Table of Contents

3 Reasons You Need Identity Orchestration for Your IdP

Traditional identity providers (IdPs) are essential for single sign-on (SSO) and federation for employee and customer access to resources ranging from custom-built applications to cloud-based services. By themselves, they are great at doing these tasks, however there are trade-offs that need to be considered. Here we look at the top 3.

Increased Convenience Comes With Increased Risk

By providing a single identity that can be shared across multiple systems, IdPs create a unique set of security challenges that are magnified should an attacker compromise the user. Instead of just a single system, they now have access to every federated service tied to the victim’s credentials.

Most traditional IdP vendors usually offer simple multi-factor authentication (MFA) as add-ons that complement their products. Many organizations are now realizing that these basic options like text-based one-time passcodes (OTPs) and mobile push aren’t as secure or convenient as they hoped. Even the latest in biometric technologies can be susceptible if device registration and authenticator failure policies aren’t configured properly.

Increased Convenience Comes With Reduced Agility

Most of the foundational technologies of traditional and even modern cloud-based IdPs weren’t architected to be flexible and adaptable to quickly react to new business requirements and changes to the threat landscape. Integration capabilities are limited to a set of third-party services offered by alliance partners. Almost every organization runs into a vendor in their identity stack that isn’t supported and requires time-consuming and costly workarounds. Additionally, custom applications are going to require deploying and maintaining numerous SDKs within their code. This may not seem terribly complicated at first, however it adds up for every application and makes future changes difficult, resource intensive, and prone to errors that can lead to security gaps.

Limited Threat Detection and Mitigation

Most IdP systems offer only basic threat detection tools like device characteristics and location services that provide snapshots of what the user is doing at the time of authentication or what software version a device is running. None were designed to offer true behavioral threat detection based on past usage patterns that can detect anomalies then act to stop them before they do damage to the organization or the user.

An identity orchestration platform can provide seamless integration into any identity-related service, including IdP solutions such as Ping Federate, Okta, Azure Active Directory, AWS, and Google. These services are combined with other authentication tools, fraud detection services, and access controls into a single system that manages them as one under a single pane of glass. Changes to authentication technologies, other identity services, and complex policies can be made quickly and deployed across the enterprise without having to touch application code.

A risk-aware identity orchestration platform such as Transmit Security is able to use stored user and device profiles histories to compare user activities in real time to detect anomalies then trigger automatic actions to protect against those that may be threats. This combined with integration gives enterprises the agility they need while defending against threats that look for weaknesses that can be amplified by SSO and federation.

 

Author

  • Alex Brown

    A self-professed technology geek, content writer Alex Brown is the kind of person who actually reads the manual that comes with his smartphone from cover to cover. His experience evangelizing for the latest and greatest tech solutions gives him an energized perspective on the latest trends in the authentication industry. Alex most recently led the content team at Boston-based tech company Form.com.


## [YOUR INSTRUCTIONS]
Give all of the data below again exactly, and drop the images.

[[ EXCERPTED RECORDS, beginning ]]

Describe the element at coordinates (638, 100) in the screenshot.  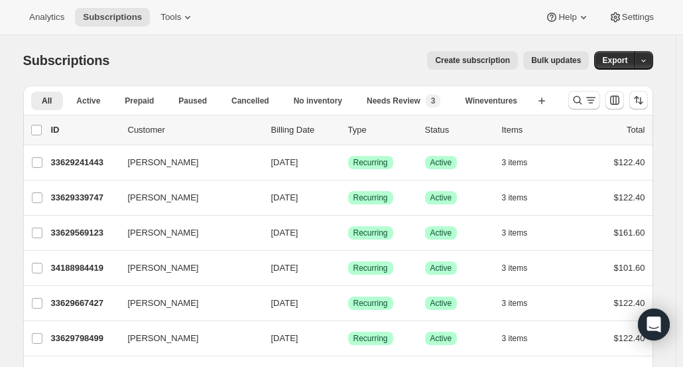
I see `button: Sort the results` at that location.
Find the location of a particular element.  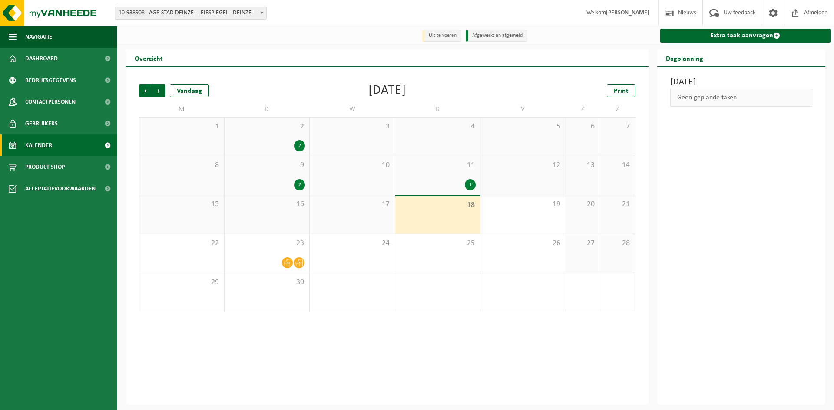

span: Bedrijfsgegevens is located at coordinates (50, 80).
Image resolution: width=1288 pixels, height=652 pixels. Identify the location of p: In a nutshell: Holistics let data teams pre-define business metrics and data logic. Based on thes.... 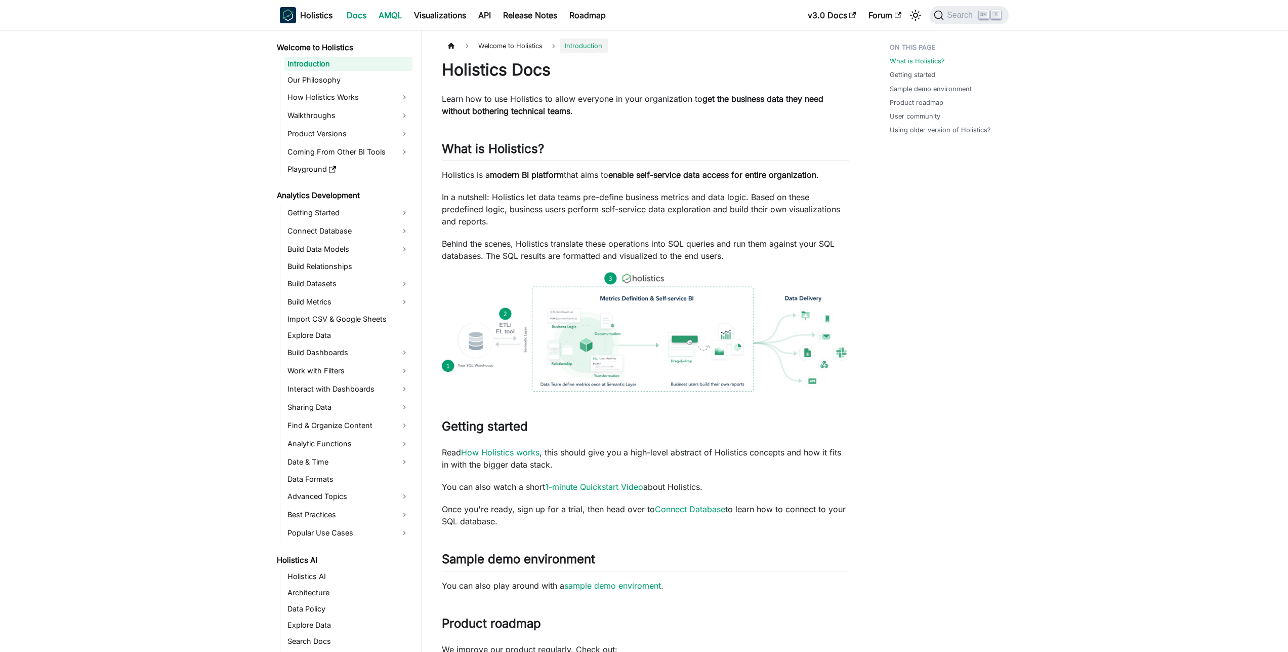
(646, 209).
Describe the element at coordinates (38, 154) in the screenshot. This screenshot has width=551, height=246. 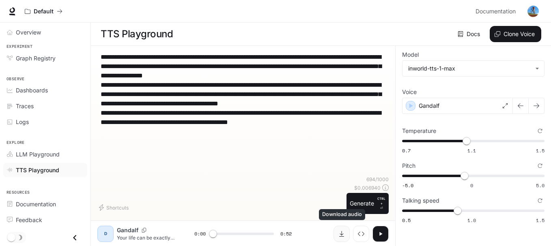
I see `span: LLM Playground` at that location.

[[ EXCERPTED RECORDS, end ]]

## [SOLUTION FOR THIS EXERCISE]
Describe the element at coordinates (638, 100) in the screenshot.  
I see `button: Sort the results` at that location.
Find the location of a particular element.  

span: Bedrijfsgegevens is located at coordinates (50, 80).
Image resolution: width=1288 pixels, height=652 pixels. Identify the location of p: In a nutshell: Holistics let data teams pre-define business metrics and data logic. Based on thes.... 
(646, 209).
Describe the element at coordinates (38, 154) in the screenshot. This screenshot has width=551, height=246. 
I see `span: LLM Playground` at that location.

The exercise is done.